Maybe you then can add 'get' as an alias for get_incoming

Hmm... fair enough, it would be pretty simply to alias get_incoming() as just get(), and the same thing for set_incoming/set.

When do you use set_incoming (or $cgi->param('field', $value))?

Heh.. another excellent question. I personally think you shouldn't :-) In the case of OpenPlugin, set_incoming is called for you when the plugin is initially invoked.

Alas, the rest of the world doesn't think like me yet ;-), and some people feel that there are certain cases where it is appropriate to change the values of parameters that were sent to your script from the browser.

I read some reasoning for this somewhere before, but I can no longer find the documentation. However, one reason had something to do with the fact that some folks like to run all their parameters through a filter of some kind first. After the filter is complete, they wish to make their programs believe that the filtered data is what was really sent by the browser. Some feel that the best way to achieve this effect is to change the values of the parameters which were passed in.

Personally, I think it would be better to create a hash of all the data that was sent to the browser, and filter the data in the hash. I tend to look at parameters sent by the browser as read-only -- it's what was sent by the browser, you should leave it that way. And it's trivial to create a new set of data.

But, TMTOWTDI always applies, and who am I to suggest that my way is better than somebody elses :-) Both CGI and Apache::Request offer methods of altering the incoming parameter values, so people are definitely using that functionality.
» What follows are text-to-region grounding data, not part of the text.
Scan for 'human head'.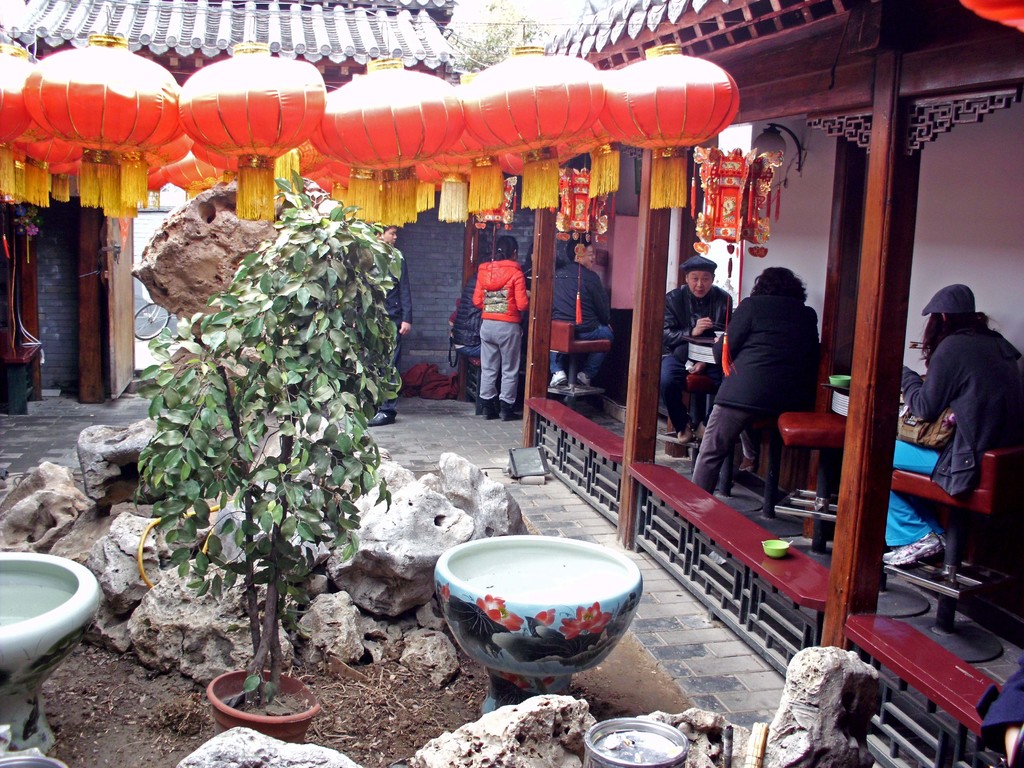
Scan result: pyautogui.locateOnScreen(678, 260, 719, 294).
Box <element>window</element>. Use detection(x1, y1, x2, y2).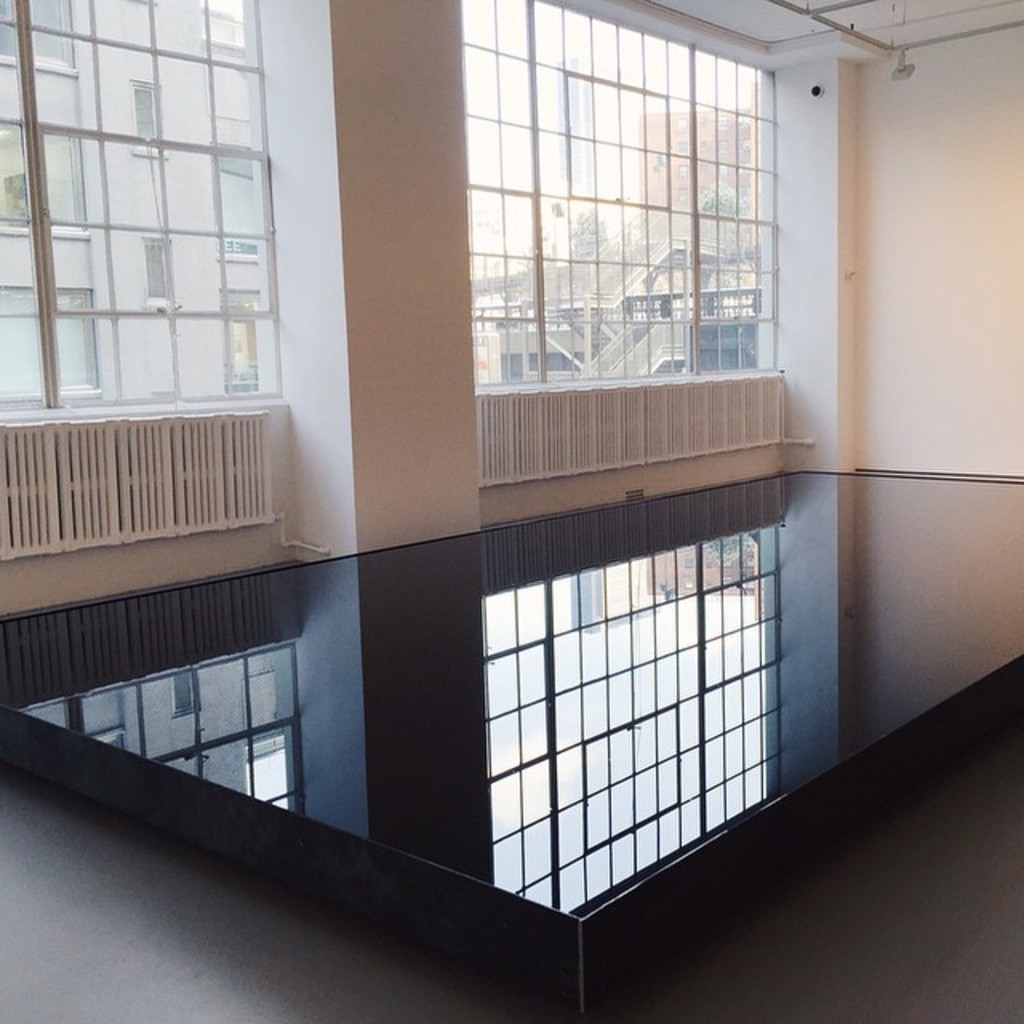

Where is the problem for Perl 5 compatibility?

For everyone reading this, uwevoelker is referencing something I sent him in an email -- OpenPlugin, as of version 0.06, only works with Perl 5.6.0 or higher.

Where is the problem? I'm currently trying to figure that out :-) There are little things throughout the code that are causing a few issues, and I'm making my way through right now trying to fix them all.

For instance, the following is code I had been using, which I recently found out is illegal under 5.005:
# Breaks under 5.005 $self->$plugin->method_name(); # Works under 5.005 and 5.6.0 $self->$plugin()->method_name();
I had thought when I was coding this module, that I was using syntax that should work fine in older Perl versions. I just downloaded an older version to test with though, and it proved me incorrect :-)
-Eric

--
Lucy: "What happens if you practice the piano for 20 years and then end up not being rich and famous?"
Schroeder: "The joy is in the playing."